Since there is no evidence of this happening, I think what will be very more likely to be the case is that someone who is already receiving ESA and needs an assessment has received a letter which they clearly are unable to reply to. Since Atos and DWP can not mind read, they would have no choice but to reject their application because of a failure to communicate. It would be hoped when they wake up from their coma, it could be sorted out with a phone call. It must be noted at the same time, they may have their mobile phone cut off for non-payment and many other things going wrong that they were clearly unable to deal with.

The next urban myth, which has been at the cornerstone of the attacks on Atos on extremist groups like 'Disabled people against cuts' and 'Black Triangle', is that Atos kills 40 people a week, or whatever it is currently. This myth is based on real statistics in terms of the number of people receiving or applying for ESA who have died in a certain timescale for WHATEVER reason. These would be like finding out many people who eat baked beans last year also died and then summarising that baked beans killed them.

If Atos was killing people, there would be arrests, trials and public investigations as this mass corporate killer was uncovered.
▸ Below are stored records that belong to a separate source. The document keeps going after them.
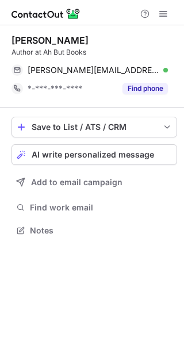 The height and width of the screenshot is (345, 184). What do you see at coordinates (46, 14) in the screenshot?
I see `img: ContactOut v5.3.10` at bounding box center [46, 14].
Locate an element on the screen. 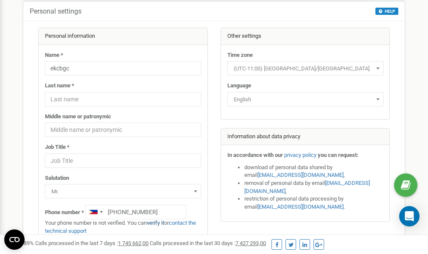 The width and height of the screenshot is (428, 254). p: Your phone number is not verified. You can or is located at coordinates (123, 227).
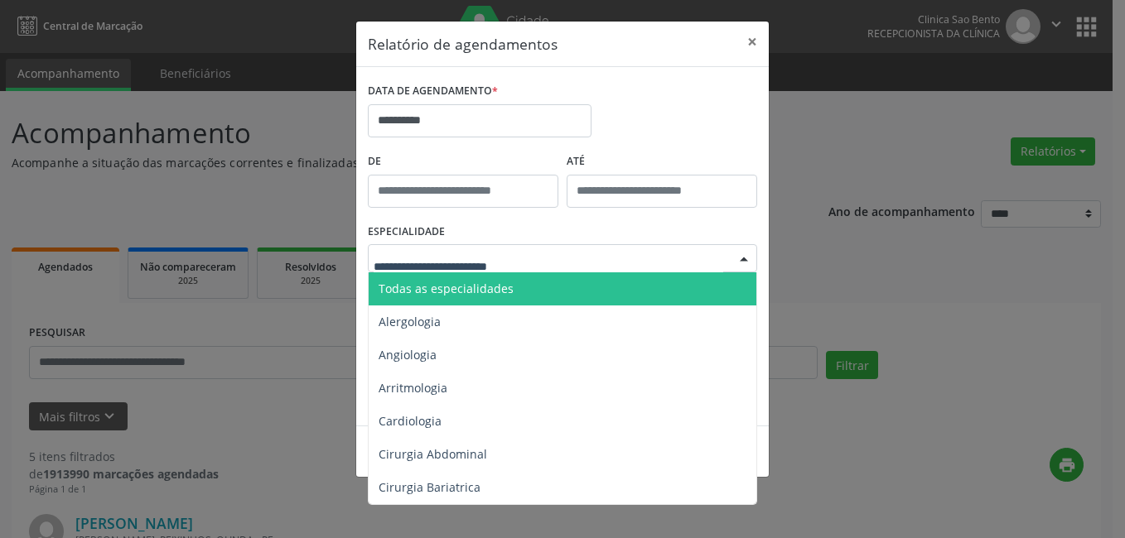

But this is simply not the case and in reality, it has been a ploy to change the conversation away from the fact of what ESA is about and the social responsibility to work.

The next urban myth is one I find deeply frustrating because it is the whole basis of the victimhood culture that has engulfed disabled people. The myth is that the welfare reforms and the discussions surrounding them has caused a rise in the 'hate crime' towards disabled people. This is really hard to unpick as its is based on so many misunderstandings and prejudices. It is clear to me it is not the Government nor the right wing media that ensures the language of benefit scroungers has been kept in the public minds but those who claim to be campaigning on behalf of disabled people, because it suits their agenda of victimhood and tries to close the debate of welfare reforms with emotive guilt tripping.
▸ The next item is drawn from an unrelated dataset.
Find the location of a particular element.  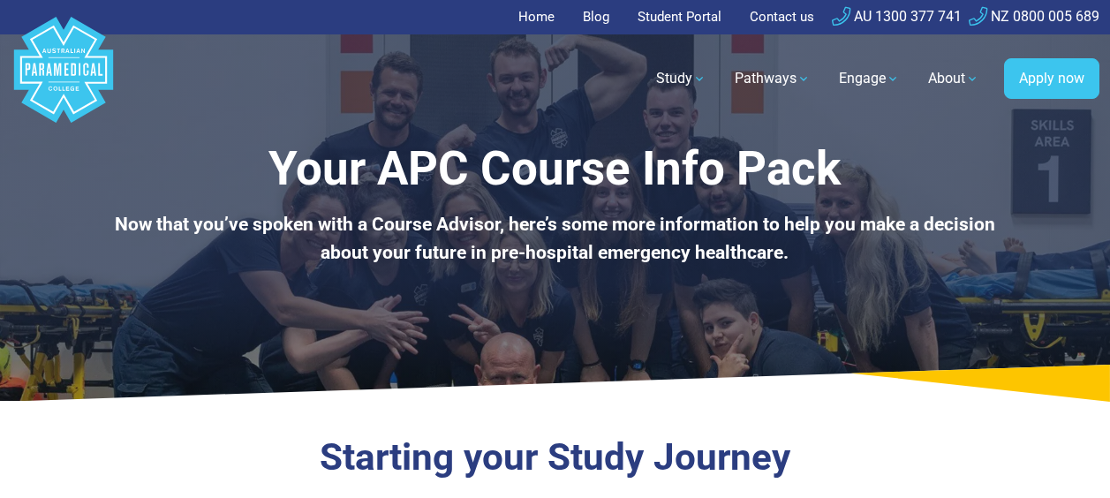

a: AU 1300 377 741 is located at coordinates (896, 16).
While hate crime does of course exists, I do not think it is as widespread as many wish us to believe. I have tried without success to get to the bottom of individuals' claims that they been victims of hate crime. While people want us to believe faultless disabled people are being openly abused in the high street and other public places by complete strangers, I think the reality that this is more about anti-social behaviour in the traditional places where the offenders will pick on the first thing they see, in this case disability, and that some 'victims' have chip on their shoulders believing they can be rude to others without consequences. I also feel the hate crime mentality provides unhelpful attention to bullies, glorifying their actions.

A final urban myth that is personal to me, is about the Independent Living Fund, that funds social care for disabled people with high support needs, who are closing in 2015, and its monies is being transferred to local authorities to administer with the monies they already manage. The extremist groups would like the public to believe this will result in users ending up in residential care (where they are likely of course to be abused) without any evidence that this will be the case. I regard the lies being told here very unhelpful and unfair, as either they are very ignorant of the social care system, or they wish to deliberately cause unnecessary distress to inflame the situation simply for their own agenda, using people's fears in a way I find immoral.

What I find worrying about all these urban myths is how the public accept than as fact without asking, like I do, for hard evidence. And in this context, I ask people commenting to just not 'huff' how wrong I am but to provide me with hard provable logical evidence that some of these myths are in fact true.